Cepko, an HHMI investigator, had a head start. The boy's disorder lay in a spectrum of diseases marked by progressive loss of vision, and some of these diseases were caused by mutations in genes Cepko had been studying in her Harvard Medical School lab. She decided to focus on retinitis pigmentosa, a progressive disease caused by many mutations affecting at least 36 genes. Her group has now discovered that delivering a single gene called HDAC4 into the retina can save the vision of mice with the disease.
The central portion of the human retina is packed tightly with cells—called cone photoreceptors—which are used for color and high-acuity vision. The periphery of the retina has mostly rod photoreceptors, which are used mainly to sense dim light at night. In retinitis pigmentosa, the rods die due to genetic defects, causing a loss of night and peripheral vision. Early in the disease, people can still read and recognize faces, but many lose even those abilities as they age because their cones eventually die. In hopes of solving the problem with gene therapy, Cepko wanted to know what was killing the cones.
So Cepko and Claudio Punzo, a postdoctoral fellow in her lab, compared four mouse models of retinitis pigmentosa in which vision loss occurs at different ages, from three weeks to about 18 months.

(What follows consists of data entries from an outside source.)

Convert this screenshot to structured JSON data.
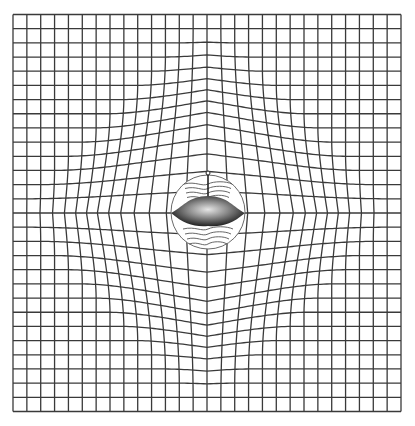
{
  "illustration": {
    "title": "Bulging grid optical illusion with flying saucer",
    "canvas": {
      "width": 415,
      "height": 426,
      "background": "#ffffff"
    },
    "grid": {
      "left": 13,
      "top": 15,
      "right": 401,
      "bottom": 412,
      "cells": 28,
      "line_color": "#3a3a3a",
      "line_width": 1.3,
      "center_x": 207,
      "center_y": 213,
      "bulge_strength": 0.62
    },
    "circle": {
      "cx": 208,
      "cy": 212,
      "r": 37,
      "stroke": "#6a6a6a"
    },
    "saucer": {
      "cx": 208,
      "body_top_y": 196,
      "rim_y": 213,
      "half_width": 37,
      "bottom_y": 226,
      "antenna_top_y": 173,
      "antenna_ball_r": 2,
      "gradient_light": "#d8d8d8",
      "gradient_dark": "#151515"
    },
    "wave_lines": {
      "upper_count": 4,
      "lower_count": 4,
      "color": "#555555"
    }
  }
}
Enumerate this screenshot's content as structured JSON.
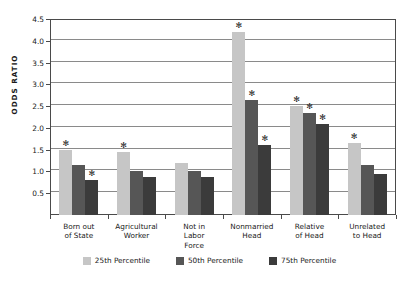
{
  "chart_data": {
    "type": "bar",
    "title": "",
    "xlabel": "",
    "ylabel": "ODDS RATIO",
    "ylim": [
      0,
      4.5
    ],
    "ytick_labels": [
      "0.5",
      "1.0",
      "1.5",
      "2.0",
      "2.5",
      "3.0",
      "3.5",
      "4.0",
      "4.5"
    ],
    "ytick_values": [
      0.5,
      1.0,
      1.5,
      2.0,
      2.5,
      3.0,
      3.5,
      4.0,
      4.5
    ],
    "grid": true,
    "legend_position": "bottom",
    "categories": [
      "Born out of State",
      "Agricultural Worker",
      "Not in Labor Force",
      "Nonmarried Head",
      "Relative of Head",
      "Unrelated to Head"
    ],
    "category_lines": [
      [
        "Born out",
        "of State"
      ],
      [
        "Agricultural",
        "Worker"
      ],
      [
        "Not in",
        "Labor",
        "Force"
      ],
      [
        "Nonmarried",
        "Head"
      ],
      [
        "Relative",
        "of Head"
      ],
      [
        "Unrelated",
        "to Head"
      ]
    ],
    "series": [
      {
        "name": "25th Percentile",
        "color": "#c6c6c6",
        "values": [
          1.5,
          1.45,
          1.2,
          4.2,
          2.5,
          1.65
        ],
        "significant": [
          true,
          true,
          false,
          true,
          true,
          true
        ]
      },
      {
        "name": "50th Percentile",
        "color": "#565656",
        "values": [
          1.15,
          1.02,
          1.0,
          2.65,
          2.35,
          1.15
        ],
        "significant": [
          false,
          false,
          false,
          true,
          true,
          false
        ]
      },
      {
        "name": "75th Percentile",
        "color": "#3b3b3b",
        "values": [
          0.8,
          0.87,
          0.87,
          1.6,
          2.1,
          0.95
        ],
        "significant": [
          true,
          false,
          false,
          true,
          true,
          false
        ]
      }
    ],
    "significance_marker": "✻"
  }
}
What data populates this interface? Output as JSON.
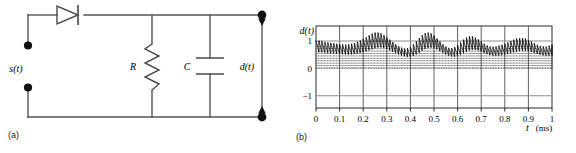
{
  "figure": {
    "panel_a": {
      "caption": "(a)",
      "labels": {
        "input": "s(t)",
        "resistor": "R",
        "capacitor": "C",
        "output": "d(t)"
      },
      "components": [
        "diode",
        "resistor",
        "capacitor",
        "input-terminals",
        "output-terminals"
      ]
    },
    "panel_b": {
      "caption": "(b)",
      "axis": {
        "ylabel": "d(t)",
        "xlabel_var": "t",
        "xlabel_unit": "(ms)",
        "yticks": [
          "1",
          "0",
          "-1"
        ],
        "xticks": [
          "0",
          "0.1",
          "0.2",
          "0.3",
          "0.4",
          "0.5",
          "0.6",
          "0.7",
          "0.8",
          "0.9",
          "1"
        ]
      }
    }
  },
  "chart_data": {
    "type": "line",
    "title": "",
    "xlabel": "t (ms)",
    "ylabel": "d(t)",
    "xlim": [
      0,
      1
    ],
    "ylim": [
      -1.45,
      1.55
    ],
    "yticks": [
      1,
      0,
      -1
    ],
    "xticks": [
      0,
      0.1,
      0.2,
      0.3,
      0.4,
      0.5,
      0.6,
      0.7,
      0.8,
      0.9,
      1
    ],
    "grid": true,
    "legend": null,
    "carrier_period_ms": 0.025,
    "envelope_sample_step_ms": 0.0125,
    "envelope": {
      "x": [
        0.0,
        0.0125,
        0.025,
        0.0375,
        0.05,
        0.0625,
        0.075,
        0.0875,
        0.1,
        0.1125,
        0.125,
        0.1375,
        0.15,
        0.1625,
        0.175,
        0.1875,
        0.2,
        0.2125,
        0.225,
        0.2375,
        0.25,
        0.2625,
        0.275,
        0.2875,
        0.3,
        0.3125,
        0.325,
        0.3375,
        0.35,
        0.3625,
        0.375,
        0.3875,
        0.4,
        0.4125,
        0.425,
        0.4375,
        0.45,
        0.4625,
        0.475,
        0.4875,
        0.5,
        0.5125,
        0.525,
        0.5375,
        0.55,
        0.5625,
        0.575,
        0.5875,
        0.6,
        0.6125,
        0.625,
        0.6375,
        0.65,
        0.6625,
        0.675,
        0.6875,
        0.7,
        0.7125,
        0.725,
        0.7375,
        0.75,
        0.7625,
        0.775,
        0.7875,
        0.8,
        0.8125,
        0.825,
        0.8375,
        0.85,
        0.8625,
        0.875,
        0.8875,
        0.9,
        0.9125,
        0.925,
        0.9375,
        0.95,
        0.9625,
        0.975,
        0.9875,
        1.0
      ],
      "y": [
        1.02,
        1.01,
        0.99,
        0.96,
        0.95,
        0.93,
        0.92,
        0.9,
        0.89,
        0.88,
        0.87,
        0.88,
        0.9,
        0.93,
        0.97,
        1.02,
        1.08,
        1.14,
        1.21,
        1.27,
        1.31,
        1.31,
        1.28,
        1.22,
        1.14,
        1.05,
        0.96,
        0.88,
        0.81,
        0.76,
        0.73,
        0.74,
        0.79,
        0.88,
        0.99,
        1.11,
        1.22,
        1.29,
        1.31,
        1.28,
        1.2,
        1.09,
        0.98,
        0.88,
        0.8,
        0.75,
        0.74,
        0.78,
        0.85,
        0.95,
        1.05,
        1.13,
        1.17,
        1.17,
        1.13,
        1.06,
        0.98,
        0.9,
        0.84,
        0.8,
        0.79,
        0.8,
        0.83,
        0.86,
        0.9,
        0.95,
        1.0,
        1.05,
        1.09,
        1.11,
        1.11,
        1.09,
        1.04,
        0.98,
        0.92,
        0.86,
        0.82,
        0.8,
        0.8,
        0.83,
        0.87
      ]
    },
    "ripple": {
      "decay_fraction": 0.42,
      "note": "each carrier cycle: instant rise to envelope peak then exponential decay to ~0.58 of peak"
    }
  }
}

For each mouse strain, Punzo determined when cones began to die, monitored changes in gene expression, and looked for similarities.
In all four models, as the cones began to die Punzo noted changes in a regulatory switch that senses the availability of nutrients. If nutrient levels drop very low, the switch tells the cell to start digesting itself—a little like burning banisters to heat a house.
The layers of rods and cones normally stay in intimate contact with each other. When the rods die, the cones may lose the connections through which they get food, Punzo and Cepko hypothesize. Or the cones may feel extra pressure from neighboring layers of cells and expend energy to maintain their structures. “Imagine 29 friends standing around you, holding up a circus tent, and next thing you know they're all gone and you're holding up the tent by yourself,” Cepko says. The scientists published their findings in the January 2009 issue of Nature Neuroscience.